About twelve years ago, operators of oyster hatcheries along the Oregon coast noticed something strange. Oyster larvae were dying. By the billions.
In short order, climate-change alarmists posited a cause: “ocean acidification” driven by manmade carbon dioxide (CO2) emissions from burning fossil fuels.
Suddenly it wasn’t only warming of the atmosphere that struck fear into people’s hearts. Now it was a vision of “acidic” oceans playing havoc with all sorts of marine life. Shellfish couldn’t make shells successfully. Corals were dying. The lowest levels of the ocean food chain were threatened—and with them, billions of people who depend heavily on fish and other seafood for their nutrition.
YaleEnvironment360, published by the Yale School of the Environment, proclaimed in November 2011:
Northwest Oyster Die-offs Show Ocean Acidification Has Arrived. The acidification of the world’s oceans from an excess of CO2 has already begun, as evidenced recently by the widespread mortality of oyster larvae in the Pacific Northwest. Scientists say this is just a harbinger of things to come if greenhouse gas emissions continue to soar.
The idea remains common. Late last year, Portland, OR, television station KGW8 reported, “Changes to the ocean almost wiped out Oregon’s oyster industry.”
What changes were those? The presence of “high levels of carbon dioxide.” As a result, the oyster larvae couldn’t form shells, so they died, by the billions.
And some scientists quickly decided that fossil fuel burning caused the heightened levels of CO2 in the water.
Environmentalists concerned about what they considered dangerous to catastrophic global warming driven by fossil fuel burning quickly seized on the news. Here was yet another reason why humanity must wean itself off of coal, oil, and natural gas and embrace “clean,” “renewable” wind, solar, and other non-carbon-based energy sources.
The claim remains widespread.
Meanwhile, however, evidence mounts that blaming the high CO2 content of the ocean water of those hatcheries on rising atmospheric CO2 driven by fossil fuel use was a mistake,
Ecological biologist Jim Steele explains the problem in Ocean Health—Is there an “Acidification” problem? It’s not that higher CO2 concentration in the ocean water didn’t cause the problem. It’s that emissions from fossil fuel burning didn’t cause the higher CO2 concentration in the ocean water.
The real source of the added CO2 was increased upwelling of ocean water made rich in CO2 thousands of years ago—upwelling that “has greatly increased since the Little Ice Age ended in the 1800s.”
“The failure to understand upwelling was costly to Oregon’s oyster hatcheries,” Steele writes.
Over-exploitation of North America’s native west coast oysters almost eliminated them. In response, oyster fisheries imported the Japanese oyster. However, that species was not well adapted to the more extreme upwelling along the Oregon and Washington coasts. Larval oysters often died when exposed to cooler upwelled waters. Furthermore, the more extreme tidal exchanges between the ocean and the estuaries caused free-swimming oyster larvae to be carried out to sea. Oystermen responded by developing hatcheries where larvae could safely develop, and then be released into the estuaries, where they settle and attach to surfaces.
But there was a problem:
… the non-native Japanese oyster larvae were not only sensitive to cooler upwelled waters. They were also sensitive to the lower pH of those upwelled waters. Unknowingly, hatchery operators filled their “nursery” tanks with water darwn from the estuary at the wrong time. Water was usually drawn in the early morning, after nighttime respiration had already lowered the water’s pH.
And it so happened that
… the operators piped in the estuary water right after an upwelling event. Tidal flushing had brought carbon-rich, low pH waters into the estuary. The use of this unusually low-pH water meant that many hatchery larvae did not survive. … the hatchery failure was deemed a crisis caused by global warming and ocean acidification. But by simply monitoring upwelling events, hatcheries can avoid making the same mistake.
To get the full picture of why “ocean acidification” didn’t harm Oregon’s oysters, why burning fossil fuels for energy isn’t causing “ocean acidification,” and indeed why “acidification” is a deceptive term for what’s really happening, read Ocean Health for yourself. You can get a copy FREE as our thanks for a donation of any size from now to the end of July 2020. Just go to our secure online giving page, or mail your check to Cornwall Alliance, 3712 Ringgold Rd. #355, Chattanooga, TN, or call us at 423-500-3009, make your donation, and ask for Ocean Health and mention Promo Code 20-07. Your gift will be 100% tax deductible.\
Featured image photo of oyster bed in the Pacific Northwest by Toan Chu on Unsplash.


→ PROBLEM TO WORK ON:
Which lines in the records below hold the word "arrow"? Copy each of them.

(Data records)
»»

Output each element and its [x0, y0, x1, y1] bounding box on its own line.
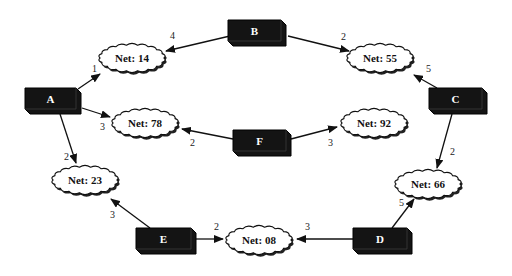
- link-B-n14: 4: [166, 30, 230, 51]
- router-label: A: [47, 93, 55, 105]
- link-arrow: [166, 36, 230, 51]
- link-cost-label: 3: [100, 121, 105, 132]
- router-E[interactable]: E: [136, 228, 196, 254]
- router-label: F: [256, 135, 263, 147]
- link-arrow: [437, 114, 452, 168]
- router-label: B: [251, 25, 259, 37]
- link-F-n92: 3: [291, 127, 337, 148]
- link-cost-label: 3: [110, 209, 115, 220]
- network-cloud-n66[interactable]: Net: 66: [395, 169, 463, 200]
- network-label: Net: 14: [115, 52, 149, 64]
- link-F-n78: 2: [182, 129, 233, 148]
- network-cloud-n55[interactable]: Net: 55: [347, 43, 415, 74]
- link-cost-label: 1: [92, 63, 97, 74]
- link-C-n66: 2: [437, 114, 455, 168]
- link-cost-label: 4: [170, 30, 175, 41]
- router-B[interactable]: B: [228, 20, 286, 46]
- link-D-n08: 3: [297, 221, 353, 239]
- network-cloud-n14[interactable]: Net: 14: [99, 43, 167, 74]
- network-label: Net: 78: [128, 117, 162, 129]
- link-cost-label: 2: [341, 31, 346, 42]
- link-cost-label: 2: [64, 151, 69, 162]
- network-cloud-n23[interactable]: Net: 23: [52, 165, 120, 196]
- link-A-n78: 3: [82, 108, 110, 132]
- network-label: Net: 66: [411, 178, 445, 190]
- router-D[interactable]: D: [353, 228, 412, 254]
- router-label: D: [376, 233, 384, 245]
- router-label: C: [452, 93, 460, 105]
- network-label: Net: 08: [242, 234, 276, 246]
- link-arrow: [111, 199, 150, 228]
- link-cost-label: 5: [399, 197, 404, 208]
- link-cost-label: 3: [328, 137, 333, 148]
- link-arrow: [414, 75, 437, 88]
- link-cost-label: 2: [190, 137, 195, 148]
- link-arrow: [78, 74, 100, 89]
- router-A[interactable]: A: [25, 88, 81, 114]
- link-E-n23: 3: [110, 199, 150, 228]
- link-C-n55: 5: [414, 63, 437, 88]
- network-label: Net: 92: [357, 117, 391, 129]
- link-A-n23: 2: [60, 114, 76, 163]
- network-label: Net: 23: [68, 174, 102, 186]
- network-cloud-n08[interactable]: Net: 08: [226, 225, 294, 256]
- router-label: E: [160, 233, 167, 245]
- link-arrow: [288, 36, 349, 51]
- router-F[interactable]: F: [233, 130, 291, 156]
- router-C[interactable]: C: [429, 88, 487, 114]
- link-cost-label: 2: [214, 221, 219, 232]
- link-cost-label: 2: [450, 146, 455, 157]
- link-cost-label: 3: [305, 221, 310, 232]
- link-D-n66: 5: [392, 197, 414, 228]
- network-diagram: 1324252233235 Net: 14Net: 55Net: 78Net: …: [0, 0, 512, 276]
- link-arrow: [82, 108, 110, 117]
- network-cloud-n78[interactable]: Net: 78: [112, 108, 180, 139]
- link-cost-label: 5: [426, 63, 431, 74]
- network-label: Net: 55: [363, 52, 397, 64]
- network-cloud-n92[interactable]: Net: 92: [341, 108, 409, 139]
- link-B-n55: 2: [288, 31, 349, 51]
- link-E-n08: 2: [196, 221, 223, 239]
- link-A-n14: 1: [78, 63, 100, 89]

««

→ SOLUTION TO THIS EXERCISE:
- link-arrow: [166, 36, 230, 51]
- link-arrow: [437, 114, 452, 168]
- link-arrow: [111, 199, 150, 228]
- link-arrow: [414, 75, 437, 88]
- link-arrow: [78, 74, 100, 89]
- link-arrow: [288, 36, 349, 51]
- link-arrow: [82, 108, 110, 117]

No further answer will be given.